A gasoline engine is an Otto Cycle engine, which depends on being able to compress the air/fuel mixure and when that mixure has burned (and thus gotten hot) being able to mechanically harness the expansion of the hot gasses. The better the combustion chamber is at sealing, the better and more efficiently the engine will run.
So a very important diagnostic test of the health of a gasoline engine is to "pressure test" the cylinders. One way to do this is to employ a "leak-down" tester:
High pressure air comes in from the left, and the right side is connected to a hose with a special hose end that fits into the spark plug hole in the cylinder (instead of the spark plug). The gauge on the left reads the input pressure, the gauge on the right essentially tells you how "good" the cylinder is at holding that pressure. I recently discovered that the valves on the right side (cylinders #1 and #2) of my beetle had drifted drastically out of spec in roughly 1000 miles, which typically indicates trouble. I bought the above pressure tester on ebay and tested all four cylinders on Friday. The testing indicated the same story, cylinders 1 and 2 are not happy, cylinders 3 and 4 are fine. Here is the reading on one of the good cylinders:
So I will definitely need to pull the engine and at least look at the combustion chamber side of the right hand cylinder head to try to diagnose what's going on. Keep in mind, since I was just figuring out how to do this, I did tests tests with the engine cold, which is not the correct way. Now that I roughly know what I'm doing, I will take the car out for a drive and test the cylinders again with the engine warm.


## What you should do:
Say how many lines of these entries include the word "Performance", and answer with the number alone.
[[ Records provided, beginning ]]
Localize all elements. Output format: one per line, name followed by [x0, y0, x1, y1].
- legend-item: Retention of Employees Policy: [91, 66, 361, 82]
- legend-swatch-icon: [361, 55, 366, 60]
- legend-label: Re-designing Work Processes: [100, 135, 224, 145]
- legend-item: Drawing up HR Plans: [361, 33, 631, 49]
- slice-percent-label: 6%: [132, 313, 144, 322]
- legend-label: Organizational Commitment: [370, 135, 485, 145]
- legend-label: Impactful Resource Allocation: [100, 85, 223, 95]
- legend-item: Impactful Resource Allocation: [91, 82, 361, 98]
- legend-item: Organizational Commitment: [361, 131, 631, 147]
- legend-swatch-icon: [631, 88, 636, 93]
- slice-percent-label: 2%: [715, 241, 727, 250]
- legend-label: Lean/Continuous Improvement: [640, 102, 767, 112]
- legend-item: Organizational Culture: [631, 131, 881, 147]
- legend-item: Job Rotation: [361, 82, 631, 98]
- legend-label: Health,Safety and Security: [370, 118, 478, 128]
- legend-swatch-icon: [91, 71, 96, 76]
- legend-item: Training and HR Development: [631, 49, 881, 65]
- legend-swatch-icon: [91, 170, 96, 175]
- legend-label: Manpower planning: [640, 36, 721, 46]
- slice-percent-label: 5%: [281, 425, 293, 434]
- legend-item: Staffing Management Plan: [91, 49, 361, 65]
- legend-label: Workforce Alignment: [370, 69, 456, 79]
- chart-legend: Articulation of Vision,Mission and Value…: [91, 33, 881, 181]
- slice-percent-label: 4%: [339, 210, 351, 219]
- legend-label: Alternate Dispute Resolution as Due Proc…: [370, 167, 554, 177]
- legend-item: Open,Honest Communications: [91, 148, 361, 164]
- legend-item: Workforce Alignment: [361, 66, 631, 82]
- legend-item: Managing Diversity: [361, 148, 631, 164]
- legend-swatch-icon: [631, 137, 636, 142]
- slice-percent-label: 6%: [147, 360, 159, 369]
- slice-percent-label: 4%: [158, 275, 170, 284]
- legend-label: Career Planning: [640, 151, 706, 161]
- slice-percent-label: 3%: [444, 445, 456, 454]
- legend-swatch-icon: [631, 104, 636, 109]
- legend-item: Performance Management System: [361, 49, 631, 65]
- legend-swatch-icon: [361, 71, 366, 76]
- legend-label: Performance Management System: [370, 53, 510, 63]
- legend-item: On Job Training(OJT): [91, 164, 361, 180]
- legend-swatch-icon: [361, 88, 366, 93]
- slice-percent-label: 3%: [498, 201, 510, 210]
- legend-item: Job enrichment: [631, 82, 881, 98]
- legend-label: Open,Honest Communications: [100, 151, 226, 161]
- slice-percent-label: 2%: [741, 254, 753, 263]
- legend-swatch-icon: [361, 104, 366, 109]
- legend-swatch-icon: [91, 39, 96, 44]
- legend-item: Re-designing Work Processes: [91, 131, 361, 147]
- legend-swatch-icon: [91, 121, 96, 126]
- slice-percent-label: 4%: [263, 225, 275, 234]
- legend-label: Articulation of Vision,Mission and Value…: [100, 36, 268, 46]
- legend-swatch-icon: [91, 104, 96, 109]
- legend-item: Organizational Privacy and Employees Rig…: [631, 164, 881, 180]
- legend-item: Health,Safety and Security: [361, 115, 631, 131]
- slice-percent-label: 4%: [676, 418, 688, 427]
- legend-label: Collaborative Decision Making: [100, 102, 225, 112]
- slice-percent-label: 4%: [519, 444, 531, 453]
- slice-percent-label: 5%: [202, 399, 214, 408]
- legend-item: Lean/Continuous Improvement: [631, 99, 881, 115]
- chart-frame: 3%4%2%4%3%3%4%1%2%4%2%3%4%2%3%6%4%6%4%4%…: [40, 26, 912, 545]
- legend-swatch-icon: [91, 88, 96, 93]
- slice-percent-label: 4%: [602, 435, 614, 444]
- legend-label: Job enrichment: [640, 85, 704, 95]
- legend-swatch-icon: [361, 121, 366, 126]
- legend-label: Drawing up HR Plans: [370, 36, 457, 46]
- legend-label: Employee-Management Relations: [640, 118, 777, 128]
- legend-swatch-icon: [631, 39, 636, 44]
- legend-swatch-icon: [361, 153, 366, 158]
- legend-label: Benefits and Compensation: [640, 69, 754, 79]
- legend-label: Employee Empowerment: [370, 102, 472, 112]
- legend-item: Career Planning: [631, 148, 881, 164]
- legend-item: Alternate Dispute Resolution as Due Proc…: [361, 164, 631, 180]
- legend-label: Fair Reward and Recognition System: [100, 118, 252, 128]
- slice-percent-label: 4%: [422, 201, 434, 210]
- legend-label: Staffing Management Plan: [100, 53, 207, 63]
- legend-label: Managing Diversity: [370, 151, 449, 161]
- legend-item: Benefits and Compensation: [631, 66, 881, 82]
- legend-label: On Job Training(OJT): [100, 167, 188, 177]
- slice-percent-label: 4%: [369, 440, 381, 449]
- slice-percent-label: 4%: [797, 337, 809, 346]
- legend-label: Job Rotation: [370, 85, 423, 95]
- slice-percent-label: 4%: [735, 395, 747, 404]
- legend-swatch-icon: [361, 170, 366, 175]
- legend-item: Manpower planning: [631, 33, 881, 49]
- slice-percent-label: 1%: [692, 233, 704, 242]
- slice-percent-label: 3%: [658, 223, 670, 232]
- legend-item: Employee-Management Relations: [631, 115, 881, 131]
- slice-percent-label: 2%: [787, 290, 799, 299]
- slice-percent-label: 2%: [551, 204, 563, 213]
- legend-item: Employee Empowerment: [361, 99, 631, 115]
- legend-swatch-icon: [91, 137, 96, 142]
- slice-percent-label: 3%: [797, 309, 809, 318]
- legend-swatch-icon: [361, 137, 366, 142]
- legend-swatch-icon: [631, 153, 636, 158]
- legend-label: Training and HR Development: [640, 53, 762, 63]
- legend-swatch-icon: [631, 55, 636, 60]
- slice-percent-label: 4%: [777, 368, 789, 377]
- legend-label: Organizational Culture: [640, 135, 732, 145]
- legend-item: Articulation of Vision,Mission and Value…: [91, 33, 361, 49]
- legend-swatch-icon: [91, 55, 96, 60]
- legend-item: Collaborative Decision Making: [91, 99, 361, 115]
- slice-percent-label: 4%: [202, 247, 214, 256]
[[ Records provided, end ]]
[[ Records provided, beginning ]]
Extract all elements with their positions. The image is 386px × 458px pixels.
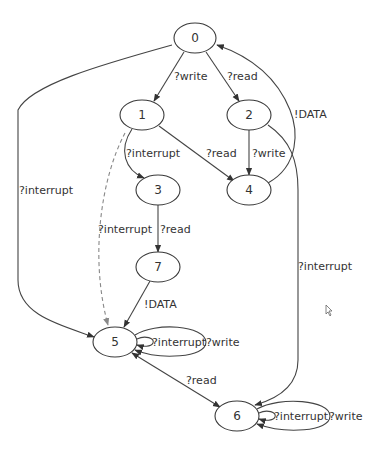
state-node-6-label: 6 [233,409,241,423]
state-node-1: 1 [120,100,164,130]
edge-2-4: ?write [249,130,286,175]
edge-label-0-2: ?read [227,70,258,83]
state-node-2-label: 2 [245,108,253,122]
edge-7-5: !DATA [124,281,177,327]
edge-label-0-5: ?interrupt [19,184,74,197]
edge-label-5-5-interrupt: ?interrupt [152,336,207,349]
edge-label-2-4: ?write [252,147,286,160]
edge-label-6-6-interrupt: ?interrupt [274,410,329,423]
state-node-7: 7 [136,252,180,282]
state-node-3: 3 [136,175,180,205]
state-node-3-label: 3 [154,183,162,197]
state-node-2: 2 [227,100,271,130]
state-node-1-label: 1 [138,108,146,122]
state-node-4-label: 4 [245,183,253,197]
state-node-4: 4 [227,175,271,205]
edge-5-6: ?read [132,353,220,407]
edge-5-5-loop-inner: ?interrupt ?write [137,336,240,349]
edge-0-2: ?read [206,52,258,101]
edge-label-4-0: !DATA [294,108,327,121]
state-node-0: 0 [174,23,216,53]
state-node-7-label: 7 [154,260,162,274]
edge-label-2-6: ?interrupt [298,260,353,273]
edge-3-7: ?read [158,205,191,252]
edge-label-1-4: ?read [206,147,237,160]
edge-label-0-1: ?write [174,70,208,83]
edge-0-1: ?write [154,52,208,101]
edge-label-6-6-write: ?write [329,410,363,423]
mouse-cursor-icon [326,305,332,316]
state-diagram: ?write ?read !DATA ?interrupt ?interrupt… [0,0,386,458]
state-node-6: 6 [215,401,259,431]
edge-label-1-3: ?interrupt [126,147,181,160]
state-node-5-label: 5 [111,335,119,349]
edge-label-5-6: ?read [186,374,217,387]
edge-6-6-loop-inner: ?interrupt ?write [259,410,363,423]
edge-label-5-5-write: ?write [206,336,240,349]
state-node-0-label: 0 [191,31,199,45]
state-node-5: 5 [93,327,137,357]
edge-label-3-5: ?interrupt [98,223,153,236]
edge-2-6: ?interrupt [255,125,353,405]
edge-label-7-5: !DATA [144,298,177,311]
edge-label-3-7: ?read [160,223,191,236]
[[ Records provided, end ]]
## Finished exercise:
2